[Saved data entries]

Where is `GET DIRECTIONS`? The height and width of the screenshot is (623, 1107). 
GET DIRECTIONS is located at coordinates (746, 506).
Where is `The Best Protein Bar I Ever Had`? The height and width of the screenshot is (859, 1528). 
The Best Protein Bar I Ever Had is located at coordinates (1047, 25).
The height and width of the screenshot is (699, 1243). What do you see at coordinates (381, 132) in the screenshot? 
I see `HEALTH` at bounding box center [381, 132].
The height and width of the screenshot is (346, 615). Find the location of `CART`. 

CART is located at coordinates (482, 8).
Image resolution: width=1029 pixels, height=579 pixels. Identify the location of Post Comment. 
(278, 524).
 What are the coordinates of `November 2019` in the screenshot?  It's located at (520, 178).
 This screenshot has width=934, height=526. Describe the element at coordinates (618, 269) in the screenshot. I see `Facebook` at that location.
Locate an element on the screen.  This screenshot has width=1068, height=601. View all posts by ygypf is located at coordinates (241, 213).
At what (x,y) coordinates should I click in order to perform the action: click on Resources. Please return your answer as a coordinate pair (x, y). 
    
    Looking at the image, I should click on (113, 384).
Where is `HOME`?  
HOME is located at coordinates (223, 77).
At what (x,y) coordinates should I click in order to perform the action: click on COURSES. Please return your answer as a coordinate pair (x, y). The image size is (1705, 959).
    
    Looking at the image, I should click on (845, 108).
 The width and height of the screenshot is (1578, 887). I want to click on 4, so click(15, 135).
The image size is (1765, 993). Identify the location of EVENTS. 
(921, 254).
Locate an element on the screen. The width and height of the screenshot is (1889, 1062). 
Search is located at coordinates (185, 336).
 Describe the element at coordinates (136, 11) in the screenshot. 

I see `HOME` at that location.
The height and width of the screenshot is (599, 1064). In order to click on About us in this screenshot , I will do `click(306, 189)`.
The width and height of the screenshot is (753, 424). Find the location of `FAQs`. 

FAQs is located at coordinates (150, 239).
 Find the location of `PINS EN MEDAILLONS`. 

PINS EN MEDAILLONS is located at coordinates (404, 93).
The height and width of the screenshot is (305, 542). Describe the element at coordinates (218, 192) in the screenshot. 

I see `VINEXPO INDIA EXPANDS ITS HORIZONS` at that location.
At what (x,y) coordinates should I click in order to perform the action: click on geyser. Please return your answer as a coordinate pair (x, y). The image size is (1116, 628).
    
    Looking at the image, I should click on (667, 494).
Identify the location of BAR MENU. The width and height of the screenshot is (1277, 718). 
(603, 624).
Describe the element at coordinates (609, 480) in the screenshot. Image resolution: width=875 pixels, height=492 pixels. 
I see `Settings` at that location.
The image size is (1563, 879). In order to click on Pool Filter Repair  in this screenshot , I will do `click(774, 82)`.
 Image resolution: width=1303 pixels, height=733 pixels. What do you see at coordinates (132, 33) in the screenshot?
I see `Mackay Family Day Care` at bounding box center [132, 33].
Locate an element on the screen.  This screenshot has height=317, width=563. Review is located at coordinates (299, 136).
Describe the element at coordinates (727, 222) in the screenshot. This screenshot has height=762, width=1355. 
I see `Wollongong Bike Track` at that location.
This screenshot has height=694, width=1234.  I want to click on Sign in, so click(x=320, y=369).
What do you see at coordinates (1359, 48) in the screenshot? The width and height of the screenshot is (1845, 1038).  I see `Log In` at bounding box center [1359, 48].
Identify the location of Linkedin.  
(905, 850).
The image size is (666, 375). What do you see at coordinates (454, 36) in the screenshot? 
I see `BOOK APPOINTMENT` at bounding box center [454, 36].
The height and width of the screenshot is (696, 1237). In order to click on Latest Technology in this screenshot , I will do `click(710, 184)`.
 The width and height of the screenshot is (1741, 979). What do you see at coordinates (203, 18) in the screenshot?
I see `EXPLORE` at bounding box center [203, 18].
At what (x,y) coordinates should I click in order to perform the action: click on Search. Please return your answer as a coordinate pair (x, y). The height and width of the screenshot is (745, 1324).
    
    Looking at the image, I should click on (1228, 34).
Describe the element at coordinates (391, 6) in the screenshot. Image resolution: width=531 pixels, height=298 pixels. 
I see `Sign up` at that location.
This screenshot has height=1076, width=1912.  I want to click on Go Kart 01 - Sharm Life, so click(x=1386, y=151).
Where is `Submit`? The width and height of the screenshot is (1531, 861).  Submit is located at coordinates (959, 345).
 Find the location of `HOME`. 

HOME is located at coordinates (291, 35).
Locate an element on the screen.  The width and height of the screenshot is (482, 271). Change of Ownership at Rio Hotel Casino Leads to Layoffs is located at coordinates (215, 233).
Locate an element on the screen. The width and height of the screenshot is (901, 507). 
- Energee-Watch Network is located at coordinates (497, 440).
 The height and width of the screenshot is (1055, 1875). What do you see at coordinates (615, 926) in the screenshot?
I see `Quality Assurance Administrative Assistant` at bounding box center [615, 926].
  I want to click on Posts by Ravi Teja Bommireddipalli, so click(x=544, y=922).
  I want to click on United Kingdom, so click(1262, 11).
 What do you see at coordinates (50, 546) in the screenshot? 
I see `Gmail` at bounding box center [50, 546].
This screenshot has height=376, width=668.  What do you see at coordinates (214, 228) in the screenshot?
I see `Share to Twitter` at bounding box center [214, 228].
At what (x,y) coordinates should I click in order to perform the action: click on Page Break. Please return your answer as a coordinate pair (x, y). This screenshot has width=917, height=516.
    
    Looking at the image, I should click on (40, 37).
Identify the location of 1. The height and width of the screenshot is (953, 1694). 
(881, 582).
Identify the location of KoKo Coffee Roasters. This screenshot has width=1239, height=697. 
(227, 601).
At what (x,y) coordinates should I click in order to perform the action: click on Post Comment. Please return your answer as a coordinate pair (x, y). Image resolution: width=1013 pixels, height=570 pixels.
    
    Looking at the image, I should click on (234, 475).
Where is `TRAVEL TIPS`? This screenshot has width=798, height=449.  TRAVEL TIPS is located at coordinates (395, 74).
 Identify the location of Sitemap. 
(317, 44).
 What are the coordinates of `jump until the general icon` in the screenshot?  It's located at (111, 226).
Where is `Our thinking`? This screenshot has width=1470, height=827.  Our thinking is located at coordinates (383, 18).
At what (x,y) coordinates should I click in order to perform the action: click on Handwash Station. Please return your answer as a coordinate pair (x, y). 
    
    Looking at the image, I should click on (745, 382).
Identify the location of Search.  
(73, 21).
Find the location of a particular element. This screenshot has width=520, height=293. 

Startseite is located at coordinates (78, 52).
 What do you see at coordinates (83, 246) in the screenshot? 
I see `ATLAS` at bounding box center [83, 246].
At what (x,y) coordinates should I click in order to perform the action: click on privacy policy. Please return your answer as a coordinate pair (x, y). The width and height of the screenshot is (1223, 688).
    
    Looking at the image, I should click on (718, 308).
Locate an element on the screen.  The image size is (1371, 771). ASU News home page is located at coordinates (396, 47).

* **GOAL OF THE EXERCISE**
Reproduce exactly, with nothing added, the lines from the one that contains "What do you see at coordinates (83, 246)" to the end of the data.

* **WRITTEN RESPONSE**
 What do you see at coordinates (83, 246) in the screenshot? 
I see `ATLAS` at bounding box center [83, 246].
At what (x,y) coordinates should I click in order to perform the action: click on privacy policy. Please return your answer as a coordinate pair (x, y). The width and height of the screenshot is (1223, 688).
    
    Looking at the image, I should click on (718, 308).
Locate an element on the screen.  The image size is (1371, 771). ASU News home page is located at coordinates (396, 47).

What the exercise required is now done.